James Conroy presents "A (Tentative) Genealogy of Stupidity"
- Date: Wednesday, March 20
- Time: Noon-1:30 p.m.
- Location: Aderhold Hall Room G23
James C. Conroy, professor of philosophical and religious education at the University of Glasgow will present his work in progress, “A (Tentative) Genealogy of Stupidity.”
Claritas. The dry-eyed Latin word
Is perfect for the carved stone of the water
… Lines
Hard and thin and sinuous represent
The flowing river. Down between the lines
Little antic fish are all go. Nothing else.
And yet in that utter visibility
The stone’s alive with what’s invisible.
In these lines from his poem “Seeing Things,” Seamus Heaney captures the need to recognise that the apparently invisible sits at the very heart of the visible. And often what is invisible in public conversation and education is similarly in plain view, if only we can look into the deep downess of things and past the fearful shibboleths of social class, false respect, and liberal sentiment. This paper, a work in progress, explores the concept of stupidity; a concept that is often associated with bland insult and pejoration, but which is much more complicated etymologically and politically than is often assumed. It tentatively argues that liberal education has been so fearful of naming stupidity, which sits in plain sight, that it has failed to understand its power and import in modern liberal discourse. Here I want to suggest that the epistemic conditions of 21st century life conduce to the maintenance of stupidity and that education has a significant responsibility for this in an era where the global spend on education has grown inexorably. I also wish to resurface and reinvigorate some modest, if traditional strategies for challenging stupidity.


> _Your task_
Note how many lines in the entries contain the string "From", then give that number and nothing else.

#### Entries provided ####

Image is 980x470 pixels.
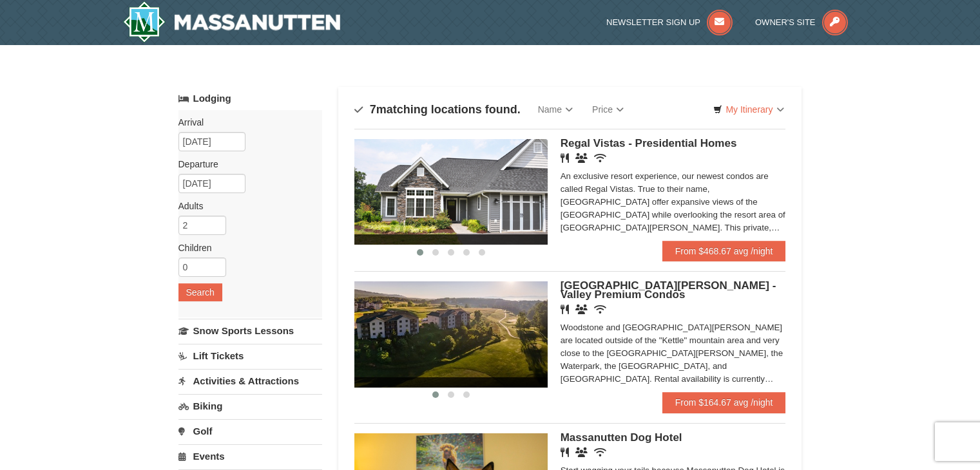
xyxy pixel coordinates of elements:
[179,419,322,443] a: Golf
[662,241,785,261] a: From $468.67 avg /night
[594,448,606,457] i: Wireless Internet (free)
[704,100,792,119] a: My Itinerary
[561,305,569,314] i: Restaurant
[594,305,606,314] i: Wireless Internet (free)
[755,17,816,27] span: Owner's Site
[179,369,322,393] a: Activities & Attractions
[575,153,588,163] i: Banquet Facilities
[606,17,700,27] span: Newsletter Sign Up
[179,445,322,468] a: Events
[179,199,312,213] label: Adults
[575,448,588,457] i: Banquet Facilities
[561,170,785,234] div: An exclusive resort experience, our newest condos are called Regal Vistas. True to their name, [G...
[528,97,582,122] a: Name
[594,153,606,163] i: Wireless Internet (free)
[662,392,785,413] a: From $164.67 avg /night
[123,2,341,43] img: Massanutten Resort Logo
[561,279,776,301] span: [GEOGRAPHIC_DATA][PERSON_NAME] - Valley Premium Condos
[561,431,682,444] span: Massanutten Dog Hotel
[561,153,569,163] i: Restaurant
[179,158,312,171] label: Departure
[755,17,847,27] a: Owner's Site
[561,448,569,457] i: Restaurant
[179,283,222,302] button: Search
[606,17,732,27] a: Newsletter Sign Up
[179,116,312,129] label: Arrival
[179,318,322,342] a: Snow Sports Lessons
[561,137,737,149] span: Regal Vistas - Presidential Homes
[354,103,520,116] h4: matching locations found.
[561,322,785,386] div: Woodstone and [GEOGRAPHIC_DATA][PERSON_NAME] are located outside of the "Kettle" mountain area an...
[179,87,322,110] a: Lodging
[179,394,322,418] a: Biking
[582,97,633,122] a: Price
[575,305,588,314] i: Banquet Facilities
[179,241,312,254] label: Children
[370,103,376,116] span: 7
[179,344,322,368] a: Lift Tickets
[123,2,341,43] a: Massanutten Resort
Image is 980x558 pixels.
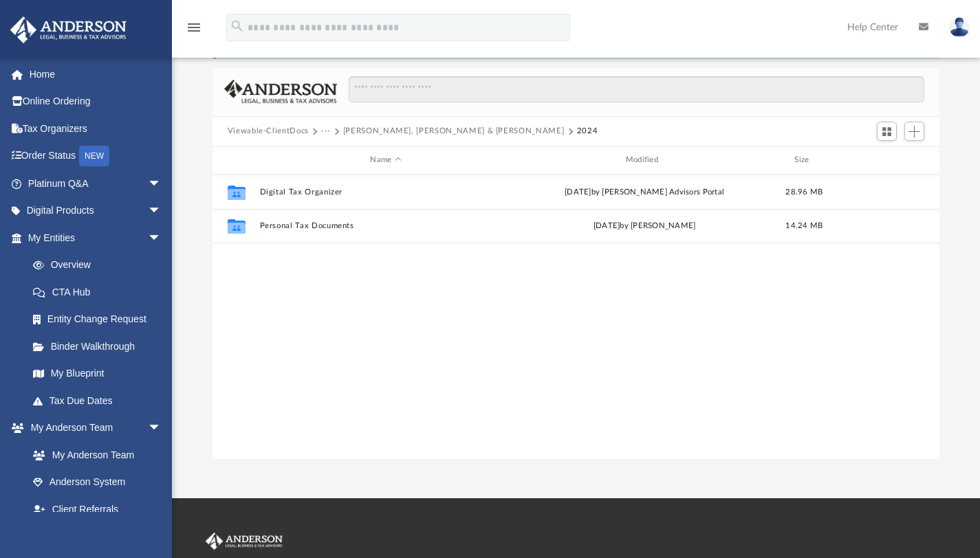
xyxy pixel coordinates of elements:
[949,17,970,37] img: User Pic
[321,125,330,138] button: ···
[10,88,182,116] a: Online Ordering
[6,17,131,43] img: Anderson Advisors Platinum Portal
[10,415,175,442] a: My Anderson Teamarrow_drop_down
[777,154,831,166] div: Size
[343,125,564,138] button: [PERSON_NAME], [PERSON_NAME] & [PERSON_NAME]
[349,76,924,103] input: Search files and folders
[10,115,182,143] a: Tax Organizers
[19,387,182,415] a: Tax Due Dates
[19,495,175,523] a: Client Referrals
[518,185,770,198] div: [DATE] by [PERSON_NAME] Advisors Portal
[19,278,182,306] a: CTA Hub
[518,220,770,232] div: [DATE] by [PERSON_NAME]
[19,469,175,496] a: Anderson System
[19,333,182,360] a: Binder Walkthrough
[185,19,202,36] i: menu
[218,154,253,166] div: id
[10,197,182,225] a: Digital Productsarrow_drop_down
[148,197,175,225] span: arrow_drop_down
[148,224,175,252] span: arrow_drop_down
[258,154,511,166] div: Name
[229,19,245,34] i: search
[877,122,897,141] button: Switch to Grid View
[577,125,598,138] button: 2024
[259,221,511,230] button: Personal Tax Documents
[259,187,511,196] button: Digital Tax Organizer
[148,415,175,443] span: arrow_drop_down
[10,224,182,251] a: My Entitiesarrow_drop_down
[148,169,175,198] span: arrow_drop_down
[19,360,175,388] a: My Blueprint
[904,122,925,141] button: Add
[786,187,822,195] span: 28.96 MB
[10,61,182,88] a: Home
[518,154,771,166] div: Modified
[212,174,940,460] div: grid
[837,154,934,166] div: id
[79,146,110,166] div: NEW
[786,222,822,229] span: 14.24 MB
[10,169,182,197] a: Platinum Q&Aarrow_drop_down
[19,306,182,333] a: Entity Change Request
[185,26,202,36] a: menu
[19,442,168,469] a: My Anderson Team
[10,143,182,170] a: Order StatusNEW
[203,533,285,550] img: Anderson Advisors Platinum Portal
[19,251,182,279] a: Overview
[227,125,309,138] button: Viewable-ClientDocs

####
#### Entries provided ####

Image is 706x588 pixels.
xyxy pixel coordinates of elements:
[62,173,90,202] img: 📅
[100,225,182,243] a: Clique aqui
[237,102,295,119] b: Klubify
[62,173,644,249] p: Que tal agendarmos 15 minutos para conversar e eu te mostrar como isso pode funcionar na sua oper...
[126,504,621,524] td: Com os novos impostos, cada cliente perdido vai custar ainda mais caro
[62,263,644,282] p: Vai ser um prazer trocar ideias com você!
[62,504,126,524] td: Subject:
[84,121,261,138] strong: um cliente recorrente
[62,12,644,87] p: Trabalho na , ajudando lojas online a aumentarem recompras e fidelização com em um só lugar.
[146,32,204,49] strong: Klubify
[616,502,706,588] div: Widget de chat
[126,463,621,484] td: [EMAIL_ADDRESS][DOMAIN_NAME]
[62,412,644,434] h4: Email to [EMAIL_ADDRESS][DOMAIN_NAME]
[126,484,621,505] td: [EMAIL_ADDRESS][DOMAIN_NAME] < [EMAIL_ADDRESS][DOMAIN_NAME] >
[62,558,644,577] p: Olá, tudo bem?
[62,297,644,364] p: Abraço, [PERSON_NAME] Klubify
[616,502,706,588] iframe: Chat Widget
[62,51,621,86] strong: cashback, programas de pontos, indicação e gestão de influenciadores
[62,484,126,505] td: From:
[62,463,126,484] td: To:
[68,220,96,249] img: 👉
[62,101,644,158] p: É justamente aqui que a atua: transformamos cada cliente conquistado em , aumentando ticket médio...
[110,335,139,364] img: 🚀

####

> _Answer to the problem_
3